Sterilant in Drinking Water?

It was a cold dark stormy night…. That’s the way you would expect the following facts to start off with, a fictional book intended to entertain an individual. However, it is not a fictional book for which the following was written or even considered.

Adding a sterilant to drinking water or staple foods is a suggestion that seems to horrify people more than most proposals for involuntary fertility control. Indeed, this would pose some very difficult political, legal, and social questions, to say nothing of the technical problems. No such sterilant exists today, nor does one appear to be under development. To be acceptable, such a substance would have to meet some rather stiff requirements: it must be uniformly effective, despite widely varying doses received by individuals, and despite varying degrees of fertility and sensitivity among individuals; it must be free of dangerous or unpleasant side effects; and it must have no effect on members of the opposite sex, children, old people, pets, or livestock.



Who would even considered the results of such actions? Our new Science Czar of
CV-jholdren
course. Newly appointed this year, John P. Holdren co-wrote Ecosystems with Paul Ehrlich in the 1970’s. President Obama appointed Holdren as the Director of the White House of Science and Technology Policy. Policy? Our President appoints a man who actually thought and wrote about the consequences of controlling the population? Maybe this was taking out of context you ask? In Holdren’s own words, consider the following from his book.

Indeed, it has been concluded that compulsory population-control laws, even including laws requiring compulsory abortion, could be sustained under the existing Constitution if the population crisis became sufficiently severe to endanger the society.



I can’t help but think of Obama and those on the Left, who said Sean Hannity and Glenn Beck were fear mongers. That somehow during Obama’s Presidential campaign they distorted facts. It appears to this American, they under estimated his questionable relationships with Ayers and Wright. Who would have thought a person in the White House, appointed by the President would believe that someday, if need be, the government should encourage if not force Americans to have abortions in order for the common good. As a collective of course.


Holdren: It would even be possible to require pregnant single women to marry or have abortions, perhaps as an alternative to placement for adoption, depending on the society.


Set every record down verbatim and omit the pictures.
== Input ==
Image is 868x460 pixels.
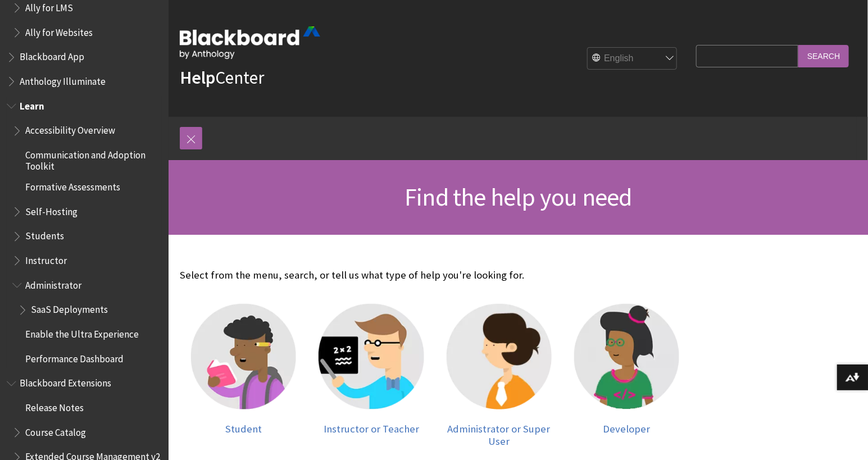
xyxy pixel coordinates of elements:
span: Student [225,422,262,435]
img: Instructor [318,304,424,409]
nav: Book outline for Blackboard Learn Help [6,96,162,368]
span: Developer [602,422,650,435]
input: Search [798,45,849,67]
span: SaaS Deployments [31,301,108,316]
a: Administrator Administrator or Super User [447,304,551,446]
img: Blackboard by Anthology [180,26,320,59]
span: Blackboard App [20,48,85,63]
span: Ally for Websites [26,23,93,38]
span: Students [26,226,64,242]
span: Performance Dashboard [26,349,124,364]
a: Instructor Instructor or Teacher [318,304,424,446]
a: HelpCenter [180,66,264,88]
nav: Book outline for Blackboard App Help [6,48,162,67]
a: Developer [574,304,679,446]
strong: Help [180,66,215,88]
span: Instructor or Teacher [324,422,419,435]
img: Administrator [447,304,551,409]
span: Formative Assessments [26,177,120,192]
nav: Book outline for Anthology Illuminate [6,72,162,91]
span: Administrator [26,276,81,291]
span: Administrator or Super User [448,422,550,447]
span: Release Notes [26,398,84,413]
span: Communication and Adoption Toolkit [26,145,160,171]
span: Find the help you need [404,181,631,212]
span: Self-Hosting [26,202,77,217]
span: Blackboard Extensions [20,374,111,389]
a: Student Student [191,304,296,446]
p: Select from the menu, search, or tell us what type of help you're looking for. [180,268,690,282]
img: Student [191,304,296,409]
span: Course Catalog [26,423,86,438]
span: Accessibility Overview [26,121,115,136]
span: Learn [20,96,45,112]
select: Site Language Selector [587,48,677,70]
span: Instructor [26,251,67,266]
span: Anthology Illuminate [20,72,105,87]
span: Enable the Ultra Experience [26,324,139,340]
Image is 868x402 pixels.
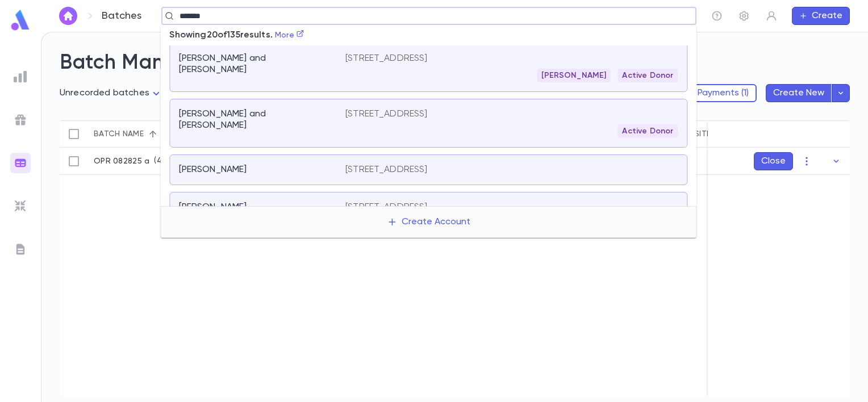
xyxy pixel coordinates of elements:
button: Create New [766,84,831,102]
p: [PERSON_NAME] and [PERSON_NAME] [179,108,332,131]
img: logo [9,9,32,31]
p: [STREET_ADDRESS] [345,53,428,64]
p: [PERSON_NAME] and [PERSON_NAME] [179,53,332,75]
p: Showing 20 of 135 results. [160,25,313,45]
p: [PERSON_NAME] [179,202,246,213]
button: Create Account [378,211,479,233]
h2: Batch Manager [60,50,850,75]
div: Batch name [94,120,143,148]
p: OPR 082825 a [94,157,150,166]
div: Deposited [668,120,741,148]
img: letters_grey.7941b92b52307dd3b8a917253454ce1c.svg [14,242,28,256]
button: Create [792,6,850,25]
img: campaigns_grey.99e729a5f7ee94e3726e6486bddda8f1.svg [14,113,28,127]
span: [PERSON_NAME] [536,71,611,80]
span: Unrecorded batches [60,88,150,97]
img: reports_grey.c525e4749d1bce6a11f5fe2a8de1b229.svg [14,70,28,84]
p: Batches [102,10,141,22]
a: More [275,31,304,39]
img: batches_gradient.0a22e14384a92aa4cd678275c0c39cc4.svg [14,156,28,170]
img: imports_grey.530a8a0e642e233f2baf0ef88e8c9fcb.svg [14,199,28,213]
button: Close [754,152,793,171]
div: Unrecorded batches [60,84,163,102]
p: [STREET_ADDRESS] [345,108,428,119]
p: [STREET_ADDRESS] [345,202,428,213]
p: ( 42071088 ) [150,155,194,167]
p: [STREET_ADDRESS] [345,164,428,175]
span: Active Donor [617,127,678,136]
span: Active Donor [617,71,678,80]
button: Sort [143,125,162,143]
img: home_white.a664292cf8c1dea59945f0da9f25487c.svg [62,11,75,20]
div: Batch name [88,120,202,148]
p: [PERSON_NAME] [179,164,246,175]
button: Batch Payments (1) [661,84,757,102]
===
- Reply to the task:
Image is 868x460 pixels.
xyxy pixel coordinates of elements:
span: Student [225,422,262,435]
img: Instructor [318,304,424,409]
nav: Book outline for Blackboard Learn Help [6,96,162,368]
span: Developer [602,422,650,435]
input: Search [798,45,849,67]
span: SaaS Deployments [31,301,108,316]
a: Administrator Administrator or Super User [447,304,551,446]
img: Blackboard by Anthology [180,26,320,59]
span: Blackboard App [20,48,85,63]
span: Ally for Websites [26,23,93,38]
span: Students [26,226,64,242]
span: Performance Dashboard [26,349,124,364]
a: Instructor Instructor or Teacher [318,304,424,446]
a: HelpCenter [180,66,264,88]
nav: Book outline for Blackboard App Help [6,48,162,67]
a: Developer [574,304,679,446]
strong: Help [180,66,215,88]
span: Instructor or Teacher [324,422,419,435]
img: Administrator [447,304,551,409]
span: Formative Assessments [26,177,120,192]
nav: Book outline for Anthology Illuminate [6,72,162,91]
span: Administrator [26,276,81,291]
span: Administrator or Super User [448,422,550,447]
span: Release Notes [26,398,84,413]
span: Communication and Adoption Toolkit [26,145,160,171]
span: Find the help you need [404,181,631,212]
span: Self-Hosting [26,202,77,217]
span: Blackboard Extensions [20,374,111,389]
a: Student Student [191,304,296,446]
p: Select from the menu, search, or tell us what type of help you're looking for. [180,268,690,282]
img: Student [191,304,296,409]
span: Course Catalog [26,423,86,438]
span: Accessibility Overview [26,121,115,136]
span: Learn [20,96,45,112]
select: Site Language Selector [587,48,677,70]
span: Instructor [26,251,67,266]
span: Anthology Illuminate [20,72,105,87]
span: Enable the Ultra Experience [26,324,139,340]
Image is 868x402 pixels.
xyxy pixel coordinates of elements:
button: Create New [766,84,831,102]
p: [PERSON_NAME] and [PERSON_NAME] [179,108,332,131]
img: logo [9,9,32,31]
p: [STREET_ADDRESS] [345,53,428,64]
p: [PERSON_NAME] and [PERSON_NAME] [179,53,332,75]
p: Showing 20 of 135 results. [160,25,313,45]
p: [PERSON_NAME] [179,202,246,213]
button: Create Account [378,211,479,233]
h2: Batch Manager [60,50,850,75]
div: Batch name [94,120,143,148]
p: OPR 082825 a [94,157,150,166]
div: Deposited [668,120,741,148]
img: letters_grey.7941b92b52307dd3b8a917253454ce1c.svg [14,242,28,256]
button: Create [792,6,850,25]
img: campaigns_grey.99e729a5f7ee94e3726e6486bddda8f1.svg [14,113,28,127]
span: [PERSON_NAME] [536,71,611,80]
span: Unrecorded batches [60,88,150,97]
img: reports_grey.c525e4749d1bce6a11f5fe2a8de1b229.svg [14,70,28,84]
p: Batches [102,10,141,22]
a: More [275,31,304,39]
img: batches_gradient.0a22e14384a92aa4cd678275c0c39cc4.svg [14,156,28,170]
img: imports_grey.530a8a0e642e233f2baf0ef88e8c9fcb.svg [14,199,28,213]
button: Close [754,152,793,171]
div: Unrecorded batches [60,84,163,102]
p: [STREET_ADDRESS] [345,108,428,119]
p: [STREET_ADDRESS] [345,202,428,213]
p: ( 42071088 ) [150,155,194,167]
p: [STREET_ADDRESS] [345,164,428,175]
span: Active Donor [617,127,678,136]
span: Active Donor [617,71,678,80]
button: Sort [143,125,162,143]
img: home_white.a664292cf8c1dea59945f0da9f25487c.svg [62,11,75,20]
div: Batch name [88,120,202,148]
p: [PERSON_NAME] [179,164,246,175]
button: Batch Payments (1) [661,84,757,102]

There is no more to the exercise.